There is no chance that Thomas Jefferson wasn't consciously aware of at least the following progression:

Humans throw rocks at one another
Invent slings to better throw rocks
Invent bows and arrows, replace rocks as missiles
Invent crossbows, replace bows as delivery mechanisms
Invent primitive firearms, replace both the launcher and ammo
Invent muskets, replace delivery mechanism

With plenty of iterations in between these leaps (one of the big advances in crossbow technology was the windlass, which required less strength to more quickly cock the weapon). When we represent things like photon torpedoes, light sabers, and ice-nine, we are taking our current understanding of technology, and applying our imagination to a projection of observed trends to create that image. It's a brilliance that, as far as we know, is unique to humans, but isn't unique to humans in the past 30 years.

Temporally, our distance from those colonists is only about 200 years, even if the technological gap has accelerated lately. That is about the same distance as they were from the 16th century, a time that saw Copernicus and Tycho Brahe challenge the widespread assumptions about the heavens and propose a heliocentric rather than geocentric system. The founders were building a new democratic society on a continent that had hardly existed on maps 200 years earlier. They were the inheritors of a network of settlements created by Protestants as a result of Martin Luther and the Reformation, you guessed it, about 200 years earlier. These were massive scientific and philosophical advancements that had radically changed Western civilization, and to suggest that the founders would not have been self-aware enough to recognize social evolution is either silly or arrogant.

Are we writing laws to control the proliferation of civilian models of future-government space lasers? Of course not. We are dealing with our current problems, not trying to legislate the solution of tomorrow's problems.

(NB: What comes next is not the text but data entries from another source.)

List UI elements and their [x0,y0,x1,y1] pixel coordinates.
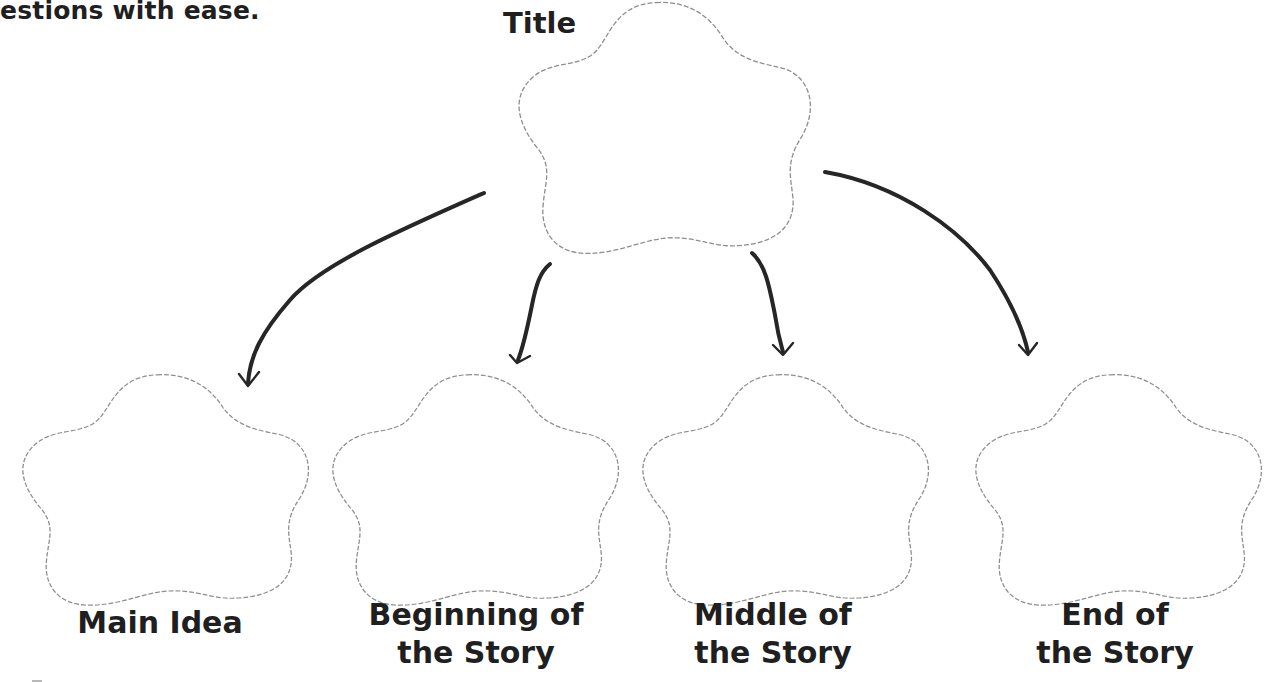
flower-node-end [976,375,1262,606]
node-label-line: Beginning of [369,596,584,634]
arrow-to-beginning [510,264,550,363]
node-label-end: End of the Story [1036,596,1193,672]
node-label-line: Main Idea [77,604,242,642]
node-label-line: the Story [1036,634,1193,672]
flower-node-middle [643,375,929,606]
node-label-line: End of [1036,596,1193,634]
story-map-diagram [0,0,1265,682]
flower-node-main-idea [23,375,309,606]
flower-node-beginning [333,375,619,606]
arrow-to-main-idea [239,193,484,386]
node-label-line: the Story [694,634,852,672]
node-label-line: Middle of [694,596,852,634]
flower-node-title [519,2,810,253]
node-label-middle: Middle of the Story [694,596,852,672]
node-label-main-idea: Main Idea [77,604,242,642]
node-label-beginning: Beginning of the Story [369,596,584,672]
node-label-title: Title [503,6,576,40]
arrow-to-end [825,172,1037,355]
node-label-line: the Story [369,634,584,672]
arrow-to-middle [752,253,793,355]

[Understand that this isn't a gun control argument, that's just an example of one way that the false dichotomy that I am illustrating is manifest] 

Quite frankly, any discussion of the framers' intentions is pointless because we either have their own words expressing their thoughts, or we are guessing. If it doesn't inform our attempts to solve our current problems, it's no more than an interesting academic exercise in the context of the current debates (I say this as someone with a history degree). The Constitution is an important document, but it isn't the Ten Commandments, carved in stone. If we want to sanctify it, then it should be lovingly retired and removed from issues of public governance, because at that point it is no more than an idol for dogmatic worship. If it is sacrosanct and immutable, then it is a religious document and has no place in politics. If we treat it as a vital, living part of our republic, however, then we should be able to shape it and change it to suit our needs the same way that we would a bill that funded local road improvements.

If the founding fathers didn't create rules for us today, it's because they trusted that we would be able to handle that ourselves. We shouldn't belittle their contributions to the growth of this nation in order to justify our own. The United States, as a nation, continues to evolve, as does the body of documentation that defines it. We should feel free to change the Constitution because it is our responsibility to safeguard the well-being of this country today, not because we need to correct the ignorance of yesterday.